Dissident Spotlight: María Corina Machado
Maria Corina Machado was the leader of Venezuela's opposition before going into hiding after threats to her life.

For over a decade, Maria Corina Machado has been one of Venezuela’s leading opposition leaders. She served in Venezuela’s National Assembly from 2011 to 2014 and continued to run for office as a member of the opposition.
Machado runs in opposition to Nicolás Maduro, Venezuela’s dictator. Maduro assumed the presidency after Hugo Chavez died in 2013. Since then, Maduro has expanded his presidential power and eroded the courts’ independence, limited press and political freedoms, and all Venezuelans’ quality of life.
Among Maduro’s greatest policy failures is Venezuela’s hunger crisis. Maduro’s policies have led to decreased salaries and increased food costs from greater reliance on food imports. He has also used the government to purchase food at a higher price, pocketed the price difference, and caused widespread hunger. A report found that 45% of Venezuelans had to “go without food because of increased food insecurity” in 2023.
Maduro’s corruption and mismanagement make a competent opposition leader all the more important for Venezuela’s future.
Machado’s Opposition
A year after Maduro became Venezuela’s president, Machado became one of the most prominent voices who spoke in opposition to him. She ran in the opposition primary in 2019 and 2023.
In 2023, the danger against her became more severe. She won her primary running on the Unitary Platform, but the Comptroller General, long since captured by Maduro, disqualified her from holding public office for 15 years. Machado went on to become the oppoistion candidate for the 2024 presidential race, but was still forced to be replaced by Corina Yoris, who herself was replaced by Edmundo González.
On July 28, 2024, González won the election, but Maduro hasn’t accepted the results. Election workers released voting machine totals which proved González’ victory. But Madruo’s crackdown has led to prominent activists going missing and violence against opposition leaders.
Since the election, Machado has gone into hiding. Her interviews with foreign media outlets have taken place from undisclosed locations. Even against the might of a corrupt state, Machado is leading the fight against Maduro’s dictatorship.
Using the State for Theft
Maduro’s style of dictatorship is a common pattern of modern dictatorship. He uses the state to steal money and enrich himself and his inner circle. It’s a story that can be told in other countries like Russia, Iran, and China.
All of these countries also work together to resist entreaties from the democratic world to operate fairly. Venezuela’s largest trading partner in exports and imports was China in 2022, the most advanced autocratic country. China is increasingly supporting authoritarians around the globe to create a separate world economy from democratic countries, which would reduce the impact of democratic sanctions.
(Anne Applebaum’s book Autocracy, Inc. covers this pattern in detail.)
If she took power, Machado would not only have to end the corruption that Maduro has fostered and change her country’s economic policies. She has to do a certain amount of state building to create a government that can deliver services to its people instead of terrorize and starve them. It’s a sobering task that the democratic world must unite in supporting.
The world’s autocracies are working together. The world’s democracies should be at least as coordinated in response.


YOUR TASK. Write out word for word the lines from the one holding "The image size is (1335, 634)." through the end of the data, and only those lines. Pictures stay out.

DATA FOR THE TASK Start Marker

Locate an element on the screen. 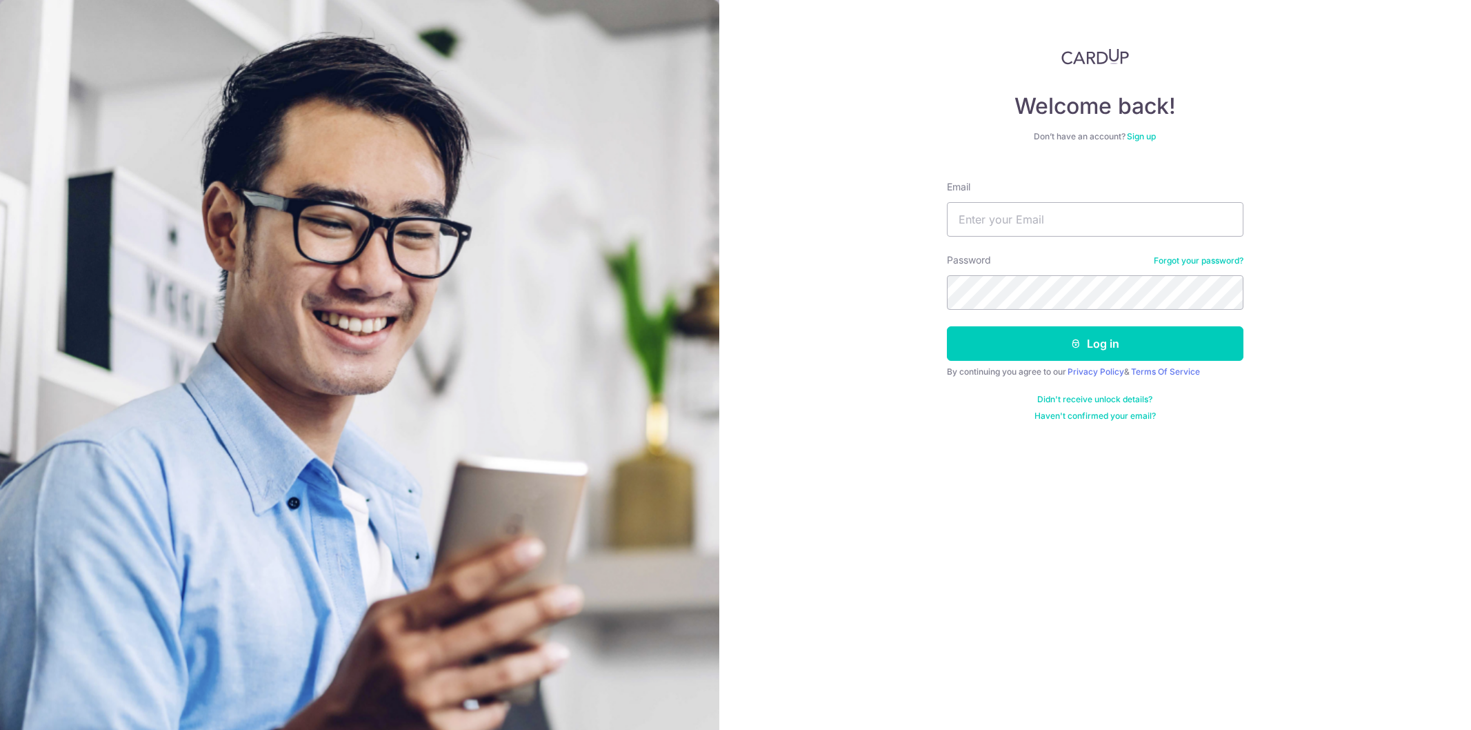 The image size is (1471, 730). label: Password is located at coordinates (969, 260).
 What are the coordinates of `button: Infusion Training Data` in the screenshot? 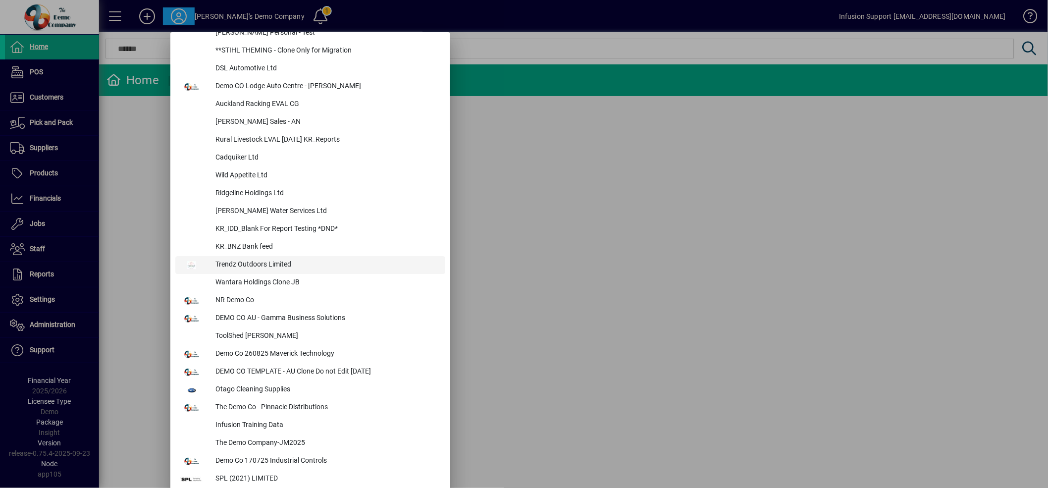 It's located at (310, 425).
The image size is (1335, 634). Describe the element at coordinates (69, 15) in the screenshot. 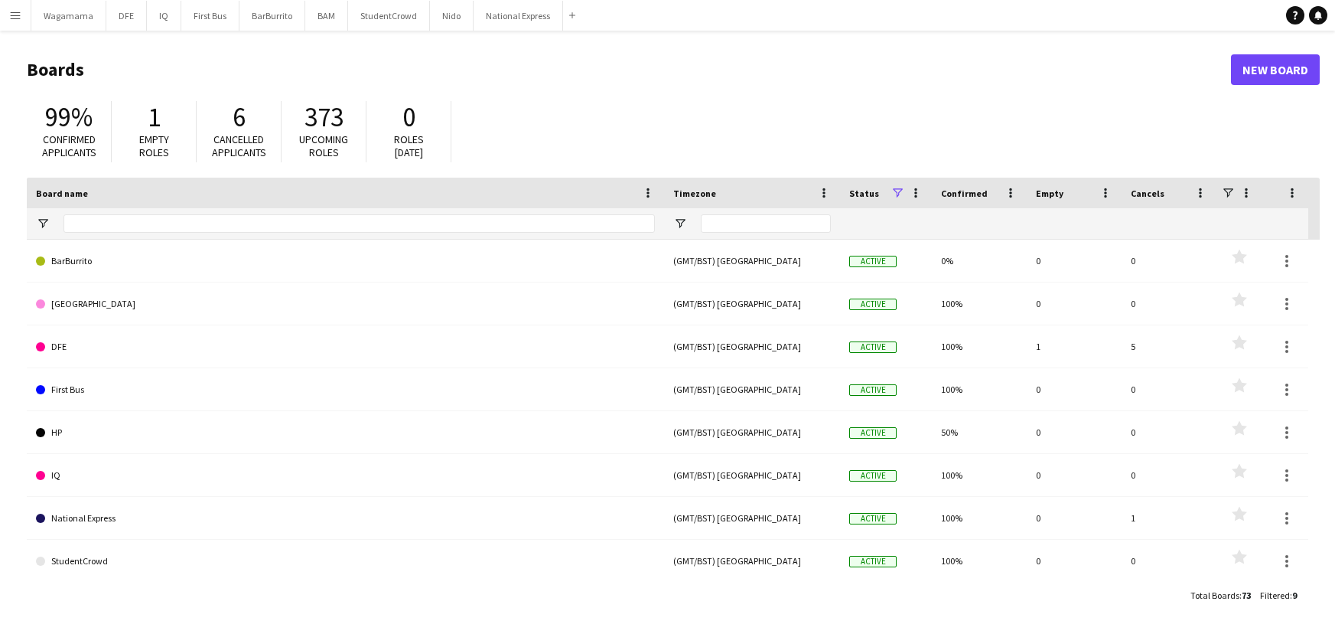

I see `button: Wagamama` at that location.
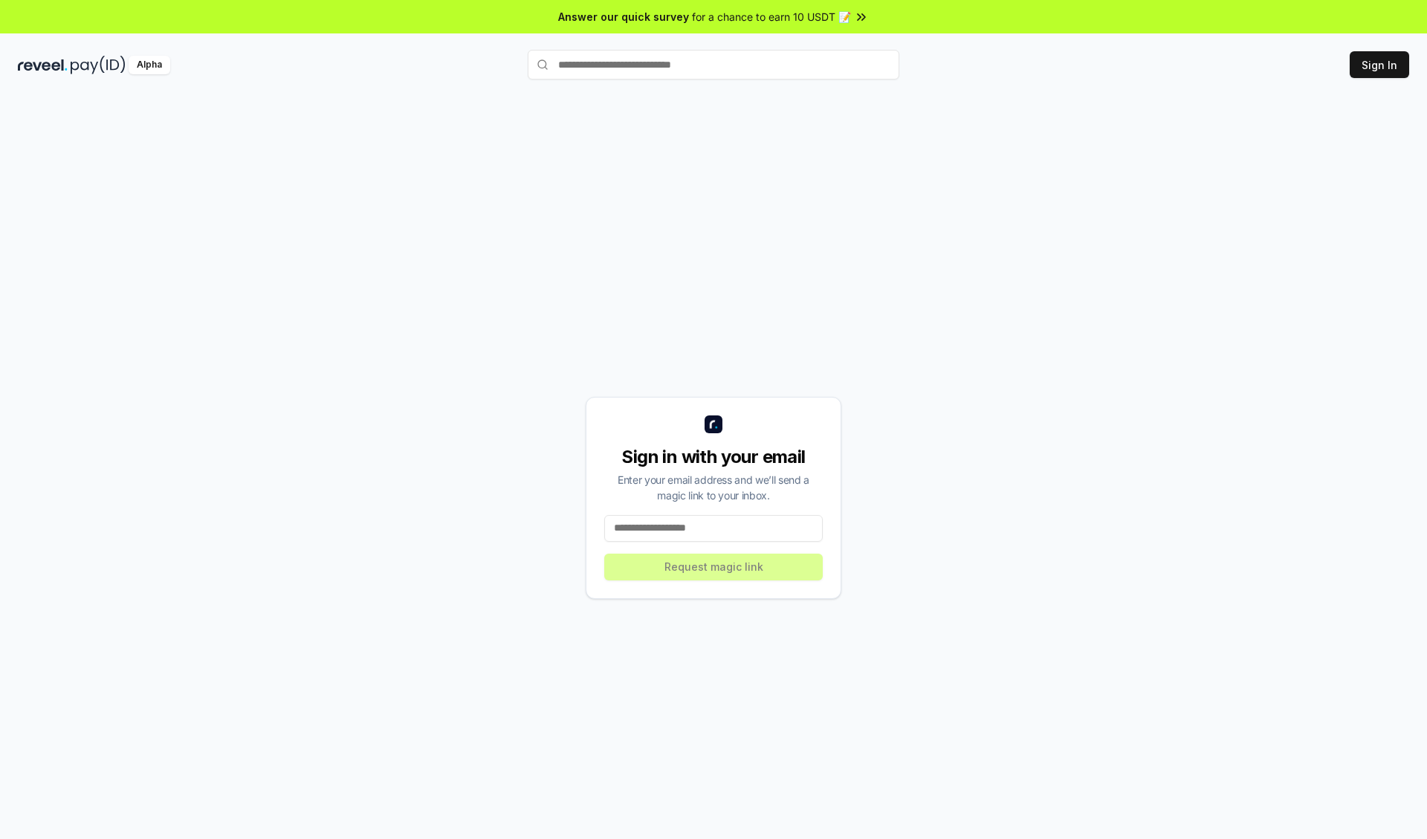 The image size is (1427, 839). Describe the element at coordinates (713, 487) in the screenshot. I see `div: Enter your email address and we’ll send a magic link to your inbox.` at that location.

DATA FOR THE TASK End Marker

EXERCISE RESULT.
The image size is (1335, 634). Describe the element at coordinates (69, 15) in the screenshot. 

I see `button: Wagamama` at that location.
 The image size is (1427, 839). Describe the element at coordinates (713, 487) in the screenshot. I see `div: Enter your email address and we’ll send a magic link to your inbox.` at that location.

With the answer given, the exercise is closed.